The newest camp added this summer was RUSH Drone Camp for those entering grades 5-9.
“It is really awesome,” said Finn Berard, a senior on Team RUSH 27, before the camp began. “It’s kind of modeled after the FRC aerial drone competition. We are using their field, their materials. Kids learn what are drones, how are they influencing technology, how are they being used. They learn how to fly drones, how to program drones. It’s going to be really cool. I am really excited about it.”
Back this year was RUSHing Girls to Engineering, which junior Ameera Abdellateef shared had more attending than in 2023.
“They are all having fun,” she said, added they did coding, programming and had a stamp project.
For the stamp project, the campers used the TinkerCAD program, the campers made a stamp handle which they printed on the 3D printer. Then, they made a design for their stamp with Adobe Illustrator.
“It’s really important to get girls young girls and STEM early on in a dominated field,” Abdellateef said. “Hopefully they are inspired to continue.

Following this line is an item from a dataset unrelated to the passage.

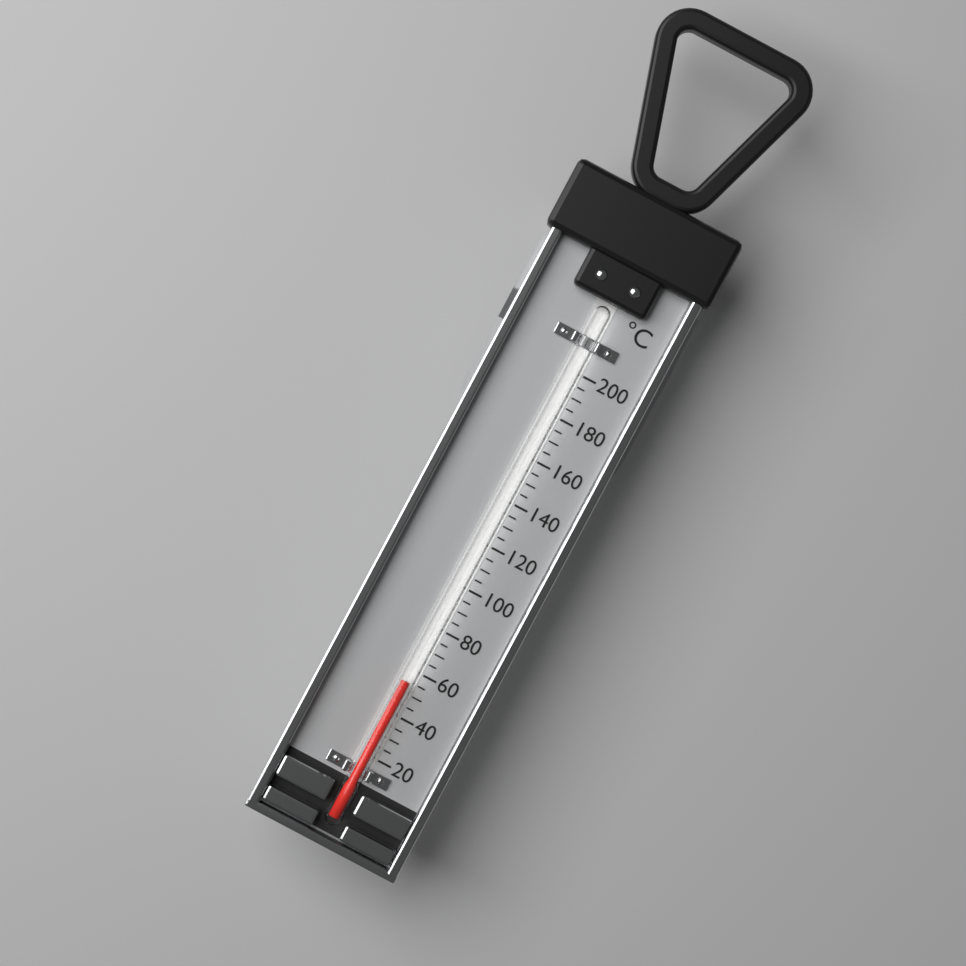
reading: 55 °C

A lot of the girls want to do this camp next year.”
Other camps offered were RUSH Junior Robotics & VEX123, for those entering grades 1-3; and RUSH Lego Robotics, for grades 3-5; RUSH 3D Modeling with TinkerCAD for beginners and advanced, for grades 5-9.

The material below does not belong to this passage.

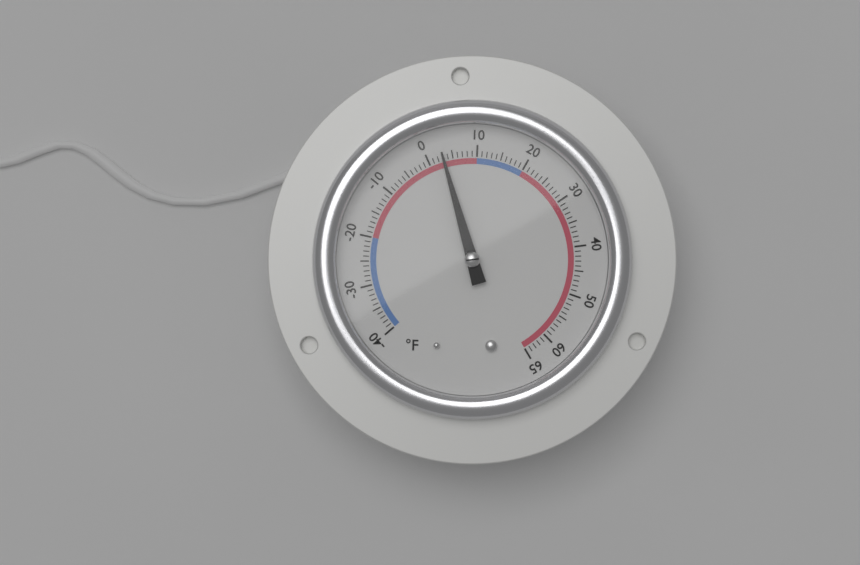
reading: 3 °F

Berard shared the RUSH Lego Robotics is modeled after the FIRST Lego League Challenge.
“It follows the same curriculum we have done year after year to make it our own and get the students involved,” he said. “Tinker CAD we adjusted the curriculum this year so they are working with learning how to do 3D models, how to 3D print, and how to go from conception of an idea to trying to formulate to have some kind of end product.”

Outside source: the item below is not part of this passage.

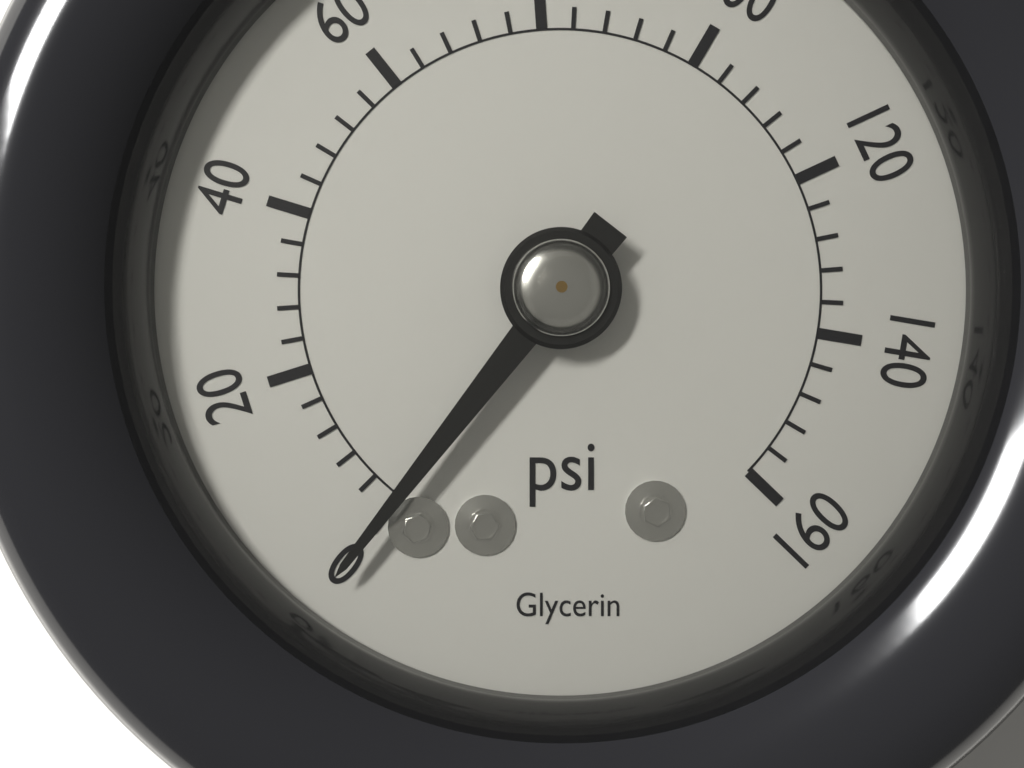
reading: 0 psi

The RUSH Junior Robotics and VEX123 was themed around last year’s FLL season.
“We are shifting over to prepare them for the actual Explore program in the fall a bit more than the past,” Berard said. “Now we are using the same kits. It is themed around last year’s season. They go through a lot of core concepts for engineering, for designing, building, working together is huge. It’s identifying the teamwork aspect, learning how to communicate and work with different people and meet new people.”
He shared it’s awesome to see so many kids interested in RUSH camps.
“We have a good group of kids in our camps,” he said. “They are super energetic when they get in. It was the first day and one kid when he was leaving said ‘this was the best day of my life.’ It was just so awesome to see all these kids coming in and get super interested in STEM and FIRST, robotics and everything we are doing. We are doing a really big push, and we started last year and continuing this year, to really gearing out to our community and making sure we are doing everything we can to spread STEM.
“It’s awesome with these camps and the fall, too, seeing all these kids come in. When you have kids who are interested in what they are doing and they are having fun. They are here and they want to be here, it makes it fun for us and everybody else.”